His artwork has been shown nationally and internationally across metropoles and natural landscapes such as deserts, ruins, and caves. Polumbo is also a LEED accredited master builder. For the Orient Point Lighthouse project, his handiwork goes far beyond salvaging the structure.
What Polumbo created is an uber-stylish, eco-minded art installation complete with solar system and composting toilet.

“Cleaning it up wasn’t really the hard part,” he says. “It took a lot of time figuring out the solar; I did different solar systems. I had two wind turbines that perished because the elements are so harsh — they literally blew apart. The one now is supposed to be a little more impervious.”

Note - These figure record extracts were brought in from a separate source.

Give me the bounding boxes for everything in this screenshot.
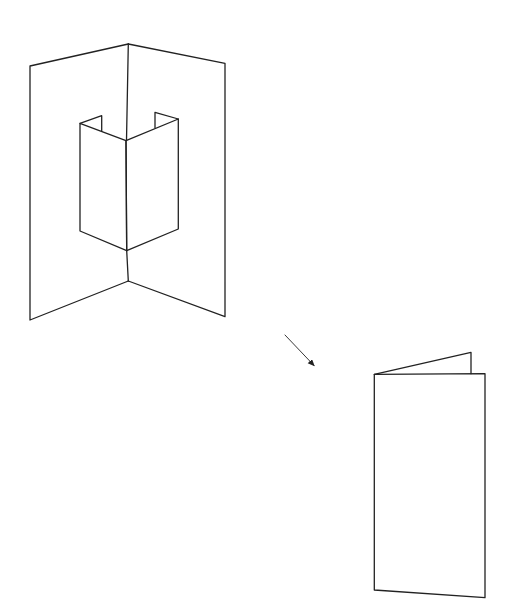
open-card-right-panel [128, 44, 225, 317]
popup-left-face [80, 123, 127, 250]
pop-up-card-diagram [0, 0, 511, 615]
popup-element [80, 112, 178, 250]
open-card-center-fold-upper [127, 44, 129, 141]
closed-card-front-cover [374, 374, 485, 598]
open-card-left-panel [30, 44, 128, 320]
open-card [30, 44, 225, 320]
direction-arrow [285, 335, 314, 366]
closed-card-back-flap [374, 352, 471, 374]
closed-card [374, 352, 485, 597]
arrow-shaft [285, 335, 314, 366]
popup-right-face [126, 119, 178, 251]
popup-left-tab [80, 116, 102, 131]
open-card-center-fold-lower [127, 251, 129, 281]
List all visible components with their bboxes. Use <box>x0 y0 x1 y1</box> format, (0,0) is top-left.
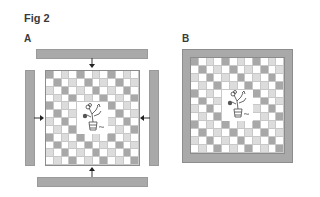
grid-cell <box>199 121 207 129</box>
grid-cell <box>62 157 70 165</box>
grid-cell <box>207 90 215 98</box>
grid-cell <box>116 102 124 110</box>
grid-cell <box>214 129 222 137</box>
grid-cell <box>222 145 230 153</box>
grid-cell <box>245 145 253 153</box>
grid-cell <box>46 134 54 142</box>
grid-cell <box>230 58 238 66</box>
grid-cell <box>276 145 284 153</box>
grid-cell <box>199 90 207 98</box>
grid-cell <box>124 142 132 150</box>
grid-cell <box>77 149 85 157</box>
grid-cell <box>46 157 54 165</box>
plant-icon <box>224 89 252 119</box>
grid-cell <box>222 129 230 137</box>
grid-cell <box>214 82 222 90</box>
grid-cell <box>77 87 85 95</box>
grid-cell <box>108 71 116 79</box>
grid-cell <box>54 142 62 150</box>
grid-cell <box>62 79 70 87</box>
grid-cell <box>207 66 215 74</box>
arrow-down-icon <box>88 58 96 69</box>
grid-cell <box>54 118 62 126</box>
grid-cell <box>261 113 269 121</box>
grid-cell <box>269 105 277 113</box>
grid-cell <box>245 121 253 129</box>
grid-cell <box>54 102 62 110</box>
grid-cell <box>222 58 230 66</box>
grid-cell <box>238 74 246 82</box>
grid-cell <box>124 79 132 87</box>
grid-cell <box>124 126 132 134</box>
grid-cell <box>191 74 199 82</box>
grid-cell <box>276 82 284 90</box>
grid-cell <box>69 79 77 87</box>
grid-cell <box>46 126 54 134</box>
grid-cell <box>261 90 269 98</box>
grid-cell <box>46 87 54 95</box>
grid-cell <box>191 105 199 113</box>
grid-cell <box>199 58 207 66</box>
grid-cell <box>116 142 124 150</box>
grid-cell <box>69 126 77 134</box>
grid-cell <box>46 79 54 87</box>
grid-cell <box>207 58 215 66</box>
grid-cell <box>245 129 253 137</box>
grid-cell <box>100 79 108 87</box>
grid-cell <box>230 66 238 74</box>
grid-cell <box>230 145 238 153</box>
grid-cell <box>253 82 261 90</box>
grid-cell <box>100 87 108 95</box>
grid-cell <box>108 149 116 157</box>
grid-cell <box>276 105 284 113</box>
grid-cell <box>131 126 139 134</box>
grid-cell <box>131 95 139 103</box>
panel-a-label: A <box>24 33 31 44</box>
grid-cell <box>77 142 85 150</box>
grid-cell <box>131 102 139 110</box>
grid-cell <box>108 142 116 150</box>
grid-cell <box>77 71 85 79</box>
grid-cell <box>77 134 85 142</box>
grid-cell <box>54 126 62 134</box>
grid-cell <box>238 145 246 153</box>
grid-cell <box>276 74 284 82</box>
grid-cell <box>85 71 93 79</box>
grid-cell <box>108 118 116 126</box>
grid-cell <box>85 142 93 150</box>
grid-cell <box>276 90 284 98</box>
grid-cell <box>276 137 284 145</box>
grid-cell <box>131 118 139 126</box>
grid-cell <box>69 102 77 110</box>
grid-cell <box>199 74 207 82</box>
grid-cell <box>269 74 277 82</box>
grid-cell <box>222 66 230 74</box>
grid-cell <box>191 137 199 145</box>
grid-cell <box>46 95 54 103</box>
grid-cell <box>238 58 246 66</box>
grid-cell <box>207 98 215 106</box>
grid-cell <box>46 110 54 118</box>
grid-cell <box>245 74 253 82</box>
grid-cell <box>93 71 101 79</box>
grid-cell <box>191 121 199 129</box>
grid-cell <box>93 142 101 150</box>
grid-cell <box>230 74 238 82</box>
grid-cell <box>124 118 132 126</box>
grid-cell <box>93 134 101 142</box>
grid-cell <box>62 118 70 126</box>
grid-cell <box>93 79 101 87</box>
grid-cell <box>108 110 116 118</box>
grid-cell <box>199 66 207 74</box>
plant-icon <box>79 102 107 132</box>
grid-cell <box>62 95 70 103</box>
grid-cell <box>191 113 199 121</box>
grid-cell <box>131 142 139 150</box>
grid-cell <box>46 142 54 150</box>
grid-cell <box>124 87 132 95</box>
grid-cell <box>69 87 77 95</box>
grid-cell <box>269 66 277 74</box>
grid-cell <box>116 79 124 87</box>
grid-cell <box>214 105 222 113</box>
grid-cell <box>54 71 62 79</box>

Since opening the lighthouse to visiting artists, Polumbo has had four takers including NYC fine artist Erin Curry. She stayed for two weeks.



Her only outing was a fishing trip. “I caught two striped bass at once on one line.” She also saw a pair of Beluga whales.
“It was an honor to be the first artist-in-resident at the world’s first green, solar-powered Lighthouse Artist Residency!!!,” Currier wrote on her Instagram.
“My friend Artist, Master Builder, & Visionary, @randypolumbo, gripped by a higher poetic madness, transformed it into a work of art & a sustainable & inspiring work space for artists.”
Randy Polumbo is a visual artist whose practice intervenes in perceptual, ecological, and propagational systems. Informed by his wide-ranging study of horticulture, engineering, and regenerative design, his projects use recycled, repurposed, as well as living materials to enact alchemical, spatial, and social transformation.